QPainter
is very easy to use and to draw a line one would simply do this:
QPainter painter(&image);
QPen pen;
pen.setWidth(5);
pen.setColor("black");
painter.setPen(pen);
painter.drawLine(QPointF(0,0), QPointF(200,250));
Now this works well, but I would like to create a "special" pen that produce lines with "smoothed" edges. For example, suppose the line I want to draw has a thickness of 10 pixels, then I would like the middle of the line (by middle I mean in terms of thickness and not length) to be fully opaque and at the edges the line should become semitransparent. I believe this could be obtained for example having the picture below as my point and then "drag" and paint the line so I will obtain the effect I desire. I know that Qt provides you with QBrush
and gradients, but I can't figure out how to to do this.
While Qt definitely has many drawing functions, there is none to let you draw using a pixmap brush along a path like you describe.
I can think of 2 ways to achieve what you want:
Draw the path using standard non-fuzzy brush multiple times with a varying brush width and a transparent color. With enough iterations this will approximate the "fuzzy line" you are looking for.
Draw the pixmap repeatedly along the path. This is usually how drawing software like photoshop or gimp will do it as it allows for some flexibility in the parameters such as different brush pixmaps and orientations etc.
I will try to provide example code (untested for now as I am currently away from my dev computer) for the second way of doing it here:
void drawPathWithPixmapBrush(QPainter painter, QPainterPath path, QPixmap pixmapBrush, qreal spacing=1.0) {
qreal length = path.length();
qreal pos = 0.0;
// Adjust the spacing to be relative to brush size
spacing=(spacing * pixmapBrush.width() );
while (pos < length) {
qreal percent = path.percentAtLength(pos);
painter.drawPixmap(path.pointAtPercent(percent), pixmapBrush);
pos += spacing;
}
}
As you can see, this code will iteratively move along the given QPainterPath, and for each step draw the QPixmap brush to the given QPainter, resulting in what can be preceived as one continuous line drawn along the path with the pixmap brush.
QPainterPath supports all drawing operations that QPainter does, such as polygons, splines, lines, arches etc., so it will function as a dropin replacement for your existing QPainter draw calls for the most part (see the full list of drawing operations).
Here is example code to construct a simple straight line segment using QPainterPath
:
QPainterPath path
QPointF lastPosition(10, 10);
QPointF currentPosition(100, 100);
path.moveTo(lastPosition);
path.lineTo(currentPosition);
Possible improvements include calculating spacing so that it ends exactly on the end of the line, and also maybe more correctly calculating the required number of draws will best give the impression of a line.
One way to achieve this is to use a QRadialGradient as a brush for your QPen :
QPointF centerPoint(400, 400);
qreal centerRadius = 200;
QRadialGradient radialGrad(centerPoint, centerRadius);
radialGrad.setColorAt(0.000, QColor(0, 0, 0, 255));
radialGrad.setColorAt(0.8, QColor(0, 0, 0, 0.8 * 255));
radialGrad.setColorAt(1.000, QColor(0, 0, 0, 0.000));
QPen pen;
pen.setWidth(400);
pen.setColor("black");
pen.setBrush(radialGrad);
QPainter painter(this);
painter.setPen(pen);
painter.drawPoint(centerPoint);
The downside of this technique is the fact that the gradient is not smooth near the GradientStop. You should add several GradientStop to ease your radial gradient.
Another (and prettier) way to achieve this could be to create a custom QBrush with a dedicated texture or texture image (using the method QBrush::setTexture or QBrush::setTextureImage) representing the wanted brush pattern.
If you love us? You can donate to us via Paypal or buy me a coffee so we can maintain and grow! Thank you!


* ASSIGNMENT: Among the lines of the material below, count those holding "ticks". Report the number by itself.

* RECORDS FOR THIS EXERCISE:
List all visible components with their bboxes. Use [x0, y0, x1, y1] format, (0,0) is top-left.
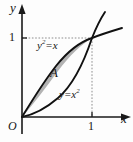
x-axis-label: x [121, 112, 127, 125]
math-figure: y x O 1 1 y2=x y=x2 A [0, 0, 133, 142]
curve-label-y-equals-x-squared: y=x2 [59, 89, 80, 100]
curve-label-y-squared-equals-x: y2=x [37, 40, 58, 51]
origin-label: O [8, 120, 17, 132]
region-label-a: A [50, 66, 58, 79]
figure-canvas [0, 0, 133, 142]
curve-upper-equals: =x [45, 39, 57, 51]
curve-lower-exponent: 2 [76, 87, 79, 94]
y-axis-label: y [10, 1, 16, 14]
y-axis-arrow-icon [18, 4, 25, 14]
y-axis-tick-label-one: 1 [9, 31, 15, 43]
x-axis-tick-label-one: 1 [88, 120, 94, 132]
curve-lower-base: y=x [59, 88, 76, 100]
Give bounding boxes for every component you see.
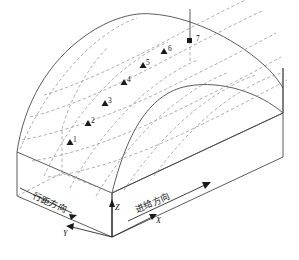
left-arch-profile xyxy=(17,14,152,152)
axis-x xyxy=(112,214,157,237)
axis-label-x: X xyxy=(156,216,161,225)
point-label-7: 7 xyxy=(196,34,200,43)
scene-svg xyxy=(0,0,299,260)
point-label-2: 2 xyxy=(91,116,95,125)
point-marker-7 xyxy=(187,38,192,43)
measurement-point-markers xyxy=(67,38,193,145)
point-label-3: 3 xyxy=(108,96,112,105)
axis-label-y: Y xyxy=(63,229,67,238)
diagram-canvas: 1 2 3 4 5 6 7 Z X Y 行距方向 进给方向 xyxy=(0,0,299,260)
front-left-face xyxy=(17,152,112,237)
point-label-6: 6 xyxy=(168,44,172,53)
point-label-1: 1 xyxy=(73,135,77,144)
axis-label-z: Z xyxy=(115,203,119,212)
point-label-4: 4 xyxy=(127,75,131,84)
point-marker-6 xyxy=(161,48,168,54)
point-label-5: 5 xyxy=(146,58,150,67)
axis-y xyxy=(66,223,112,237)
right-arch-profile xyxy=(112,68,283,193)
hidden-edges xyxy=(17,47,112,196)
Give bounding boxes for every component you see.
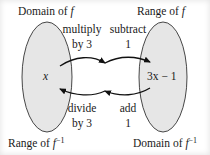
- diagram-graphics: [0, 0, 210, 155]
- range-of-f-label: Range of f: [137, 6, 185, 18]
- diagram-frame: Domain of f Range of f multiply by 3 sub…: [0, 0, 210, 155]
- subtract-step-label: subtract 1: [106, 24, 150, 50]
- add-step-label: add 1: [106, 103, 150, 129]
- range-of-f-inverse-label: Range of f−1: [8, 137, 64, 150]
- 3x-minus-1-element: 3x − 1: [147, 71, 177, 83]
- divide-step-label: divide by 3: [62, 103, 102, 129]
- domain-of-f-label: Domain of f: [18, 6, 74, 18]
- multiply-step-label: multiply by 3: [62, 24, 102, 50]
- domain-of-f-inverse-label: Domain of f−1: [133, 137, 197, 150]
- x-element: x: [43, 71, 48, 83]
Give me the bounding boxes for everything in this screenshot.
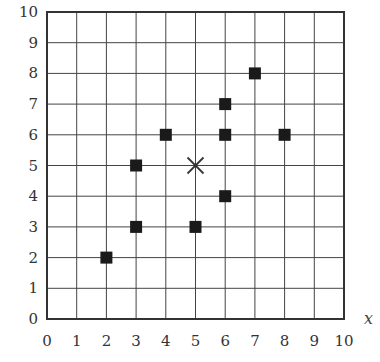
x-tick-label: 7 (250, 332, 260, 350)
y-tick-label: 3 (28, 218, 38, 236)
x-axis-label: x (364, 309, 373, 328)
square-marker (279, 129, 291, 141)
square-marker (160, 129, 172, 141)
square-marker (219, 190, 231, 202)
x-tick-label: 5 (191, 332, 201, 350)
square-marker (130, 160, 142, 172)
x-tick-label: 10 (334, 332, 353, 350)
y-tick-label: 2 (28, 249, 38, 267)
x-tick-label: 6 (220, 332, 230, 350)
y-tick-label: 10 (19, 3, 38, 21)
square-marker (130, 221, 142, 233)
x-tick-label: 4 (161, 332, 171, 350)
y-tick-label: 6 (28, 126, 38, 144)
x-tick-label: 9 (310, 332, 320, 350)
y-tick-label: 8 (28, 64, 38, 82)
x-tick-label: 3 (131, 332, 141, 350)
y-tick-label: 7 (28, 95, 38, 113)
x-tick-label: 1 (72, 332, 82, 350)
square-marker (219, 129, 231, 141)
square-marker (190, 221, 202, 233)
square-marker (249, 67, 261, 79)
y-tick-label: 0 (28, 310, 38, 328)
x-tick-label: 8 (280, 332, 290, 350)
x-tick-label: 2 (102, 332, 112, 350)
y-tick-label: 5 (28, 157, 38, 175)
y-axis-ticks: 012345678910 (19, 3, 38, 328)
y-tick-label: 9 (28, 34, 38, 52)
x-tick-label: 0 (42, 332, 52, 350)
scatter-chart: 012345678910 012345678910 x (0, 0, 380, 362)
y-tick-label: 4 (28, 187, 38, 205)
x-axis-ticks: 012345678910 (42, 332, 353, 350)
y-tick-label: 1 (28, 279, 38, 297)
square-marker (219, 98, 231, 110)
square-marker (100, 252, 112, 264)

* SOLUTION TO THE PROBLEM: 2